Grouped Bar Chart: Examples, When to Use + Free Template
A grouped bar chart places multiple bars side by side for each category — one bar per data series. It's the clearest way to compare values across groups without losing sight of individual differences.
Also called a clustered bar chart, multi-set bar chart, or grouped column chart. Use it when you need to compare two or more data series — sales vs costs, this year vs last year, region A vs region B.
Bottom line: if you have multiple groups and need to compare them directly, a grouped bar chart is almost always the right choice over stacked bars or tables.
What is a grouped bar chart?
Each category on the x-axis gets a cluster of bars — one per data series. Bars within a cluster are placed side by side, making it easy to compare values at a glance. Bar heights are proportional to their values.
Unlike a stacked bar chart (which stacks bars on top of each other to show totals and composition), a grouped chart keeps bars separate. This makes individual comparisons more precise — you can read exact differences between groups without doing mental arithmetic.
You'll see it called: clustered bar chart, side-by-side bar chart, multi-set bar chart, grouped column chart. All the same thing.
When to use a grouped bar chart
Use it when:
Don't use it when:
Grouped bar chart examples
Sales vs costs vs revenue by quarter
Each cluster = one quarter. Three bars per cluster: Sales, Costs, Revenue. You can immediately see whether margins are expanding or compressing and compare across all four quarters at once.
Regional performance comparison
Each cluster = one region (North, South, East, West). Two bars per cluster: This Year vs Last Year. Side-by-side bars make growth or decline in each region immediately visible.
Survey results by demographic
Each cluster = one answer option (Agree, Neutral, Disagree). Bars per cluster = age groups (18–24, 25–34, 35–44, 45+). Unlike a stacked chart, you can directly compare how each age group answered each option.
Create a grouped bar chart
Paste your data, pick a bar chart template, and export as MP4 or image. Free to start.
How to make a grouped bar chart
Format your data with a category column plus one column per group — then paste into AECharts:
Format your data
One column for categories, then one column per group. Each row = one category. Paste directly from Excel or Google Sheets.
Choose grouped bar chart
Open AECharts, select the bar chart type. Your columns automatically become separate groups rendered side by side.
Assign colors per group
Each group gets a distinct color. Use high-contrast colors so groups are easy to tell apart at a glance. Add a legend.
Export
Export as MP4 video, GIF, or image. Animated grouped bar charts work well for presentations, LinkedIn, and investor updates.
| Quarter | Sales | Costs | Revenue |
|---|---|---|---|
| Q1 2024 | 84,000 | 51,000 | 33,000 |
| Q2 2024 | 97,000 | 58,000 | 39,000 |
| Q3 2024 | 112,000 | 64,000 | 48,000 |
| Q4 2024 | 131,000 | 72,000 | 59,000 |
Paste this format directly from Excel or Google Sheets. AECharts maps each column to a group automatically.
Common mistakes
FAQ
Build your grouped bar chart
Paste your data, pick a bar chart template, and export as MP4, GIF, or image. No design experience needed.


Write out nothing except the lines of the entries below, from the first through the one containing "Image is 717x340 pixels.", exactly and without pictures.

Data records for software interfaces
┏━━

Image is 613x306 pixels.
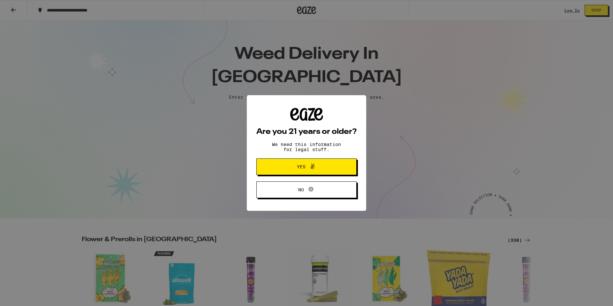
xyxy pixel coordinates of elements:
[297,164,305,169] span: Yes
[256,128,357,136] h2: Are you 21 years or older?
[298,187,304,192] span: No
[267,142,346,152] p: We need this information for legal stuff.
[256,181,357,198] button: No
[256,158,357,175] button: Yes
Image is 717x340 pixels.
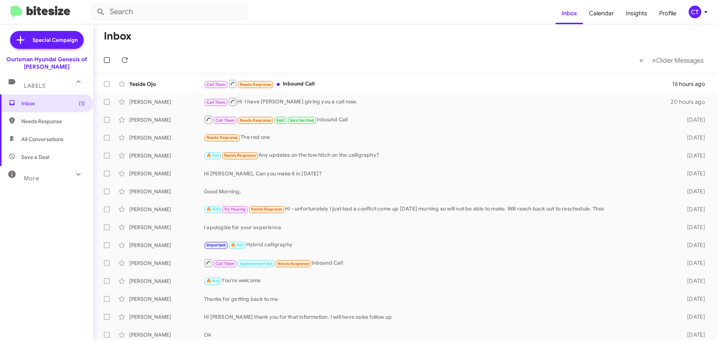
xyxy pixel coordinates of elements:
div: The red one [204,133,676,142]
div: CT [689,6,702,18]
span: Needs Response [21,118,85,125]
div: Yeside Ojo [129,80,204,88]
span: Needs Response [251,207,283,212]
span: Sold Verified [290,118,315,123]
span: Important [207,243,226,248]
div: Hi I have [PERSON_NAME] giving you a call now. [204,97,671,106]
div: [DATE] [676,116,711,124]
div: [DATE] [676,296,711,303]
div: [DATE] [676,188,711,195]
span: « [640,56,644,65]
span: Needs Response [207,135,238,140]
div: Good Morning, [204,188,676,195]
span: Call Them [216,262,235,266]
span: More [24,175,39,182]
a: Calendar [583,3,620,24]
button: Next [648,53,708,68]
span: Special Campaign [33,36,78,44]
div: [PERSON_NAME] [129,313,204,321]
div: Inbound Call [204,259,676,268]
span: 🔥 Hot [207,207,219,212]
div: You're welcome [204,277,676,285]
a: Profile [654,3,683,24]
span: Older Messages [657,56,704,65]
a: Inbox [556,3,583,24]
span: » [652,56,657,65]
div: Inbound Call [204,115,676,124]
span: Try Pausing [224,207,246,212]
div: [PERSON_NAME] [129,116,204,124]
span: Inbox [21,100,85,107]
input: Search [90,3,247,21]
span: Needs Response [224,153,256,158]
div: Hi [PERSON_NAME] thank you for that information. I will have sales follow up [204,313,676,321]
button: CT [683,6,709,18]
div: Hybrid calligraphy [204,241,676,250]
div: [DATE] [676,278,711,285]
div: [DATE] [676,134,711,142]
div: [PERSON_NAME] [129,98,204,106]
div: [DATE] [676,152,711,160]
span: All Conversations [21,136,64,143]
span: (1) [79,100,85,107]
div: Any updates on the tow hitch on the calligraphy? [204,151,676,160]
div: Hi - unfortunately I just had a conflict come up [DATE] morning so will not be able to make. Will... [204,205,676,214]
div: [DATE] [676,331,711,339]
span: Labels [24,83,46,89]
div: Ok [204,331,676,339]
span: Appointment Set [240,262,273,266]
div: I apologize for your experience [204,224,676,231]
div: [PERSON_NAME] [129,152,204,160]
div: [DATE] [676,170,711,177]
div: [PERSON_NAME] [129,278,204,285]
button: Previous [635,53,648,68]
a: Insights [620,3,654,24]
div: [PERSON_NAME] [129,331,204,339]
div: [DATE] [676,242,711,249]
span: Sold [277,118,285,123]
span: Call Them [216,118,235,123]
div: [PERSON_NAME] [129,224,204,231]
span: Needs Response [240,82,272,87]
div: [PERSON_NAME] [129,206,204,213]
div: [PERSON_NAME] [129,260,204,267]
div: [DATE] [676,260,711,267]
div: 20 hours ago [671,98,711,106]
div: [PERSON_NAME] [129,188,204,195]
a: Special Campaign [10,31,84,49]
div: [PERSON_NAME] [129,170,204,177]
div: [PERSON_NAME] [129,242,204,249]
span: Needs Response [278,262,309,266]
div: [DATE] [676,313,711,321]
div: 16 hours ago [673,80,711,88]
span: Call Them [207,82,226,87]
span: 🔥 Hot [207,279,219,284]
div: [DATE] [676,206,711,213]
span: 🔥 Hot [207,153,219,158]
div: [PERSON_NAME] [129,296,204,303]
span: Needs Response [240,118,272,123]
div: [PERSON_NAME] [129,134,204,142]
h1: Inbox [104,30,132,42]
nav: Page navigation example [636,53,708,68]
span: Call Them [207,100,226,105]
span: 🔥 Hot [231,243,244,248]
div: [DATE] [676,224,711,231]
div: Hi [PERSON_NAME], Can you make it in [DATE]? [204,170,676,177]
div: Inbound Call [204,79,673,89]
div: Thanks for getting back to me [204,296,676,303]
span: Save a Deal [21,154,49,161]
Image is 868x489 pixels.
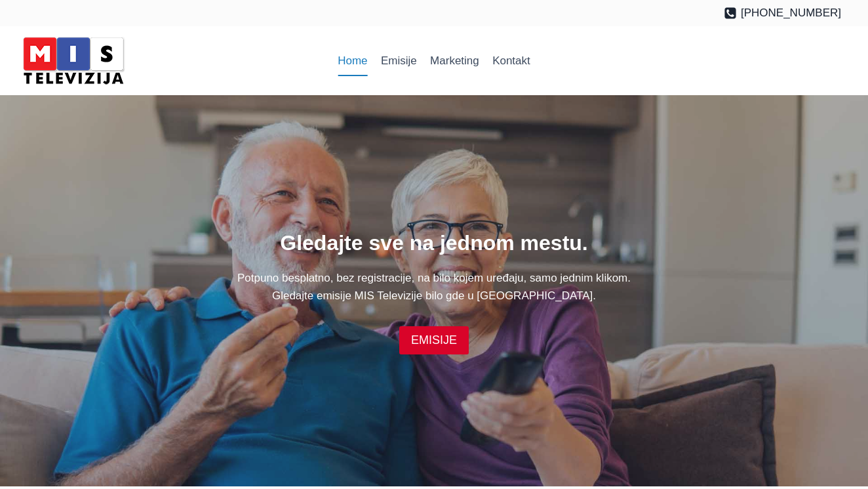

┗━━

Exercise response:
Image is 613x306 pixels.
xyxy pixel coordinates of elements:
[297,164,305,169] span: Yes
[256,128,357,136] h2: Are you 21 years or older?
[298,187,304,192] span: No
[267,142,346,152] p: We need this information for legal stuff.
[256,181,357,198] button: No
[256,158,357,175] button: Yes
Image is 717x340 pixels.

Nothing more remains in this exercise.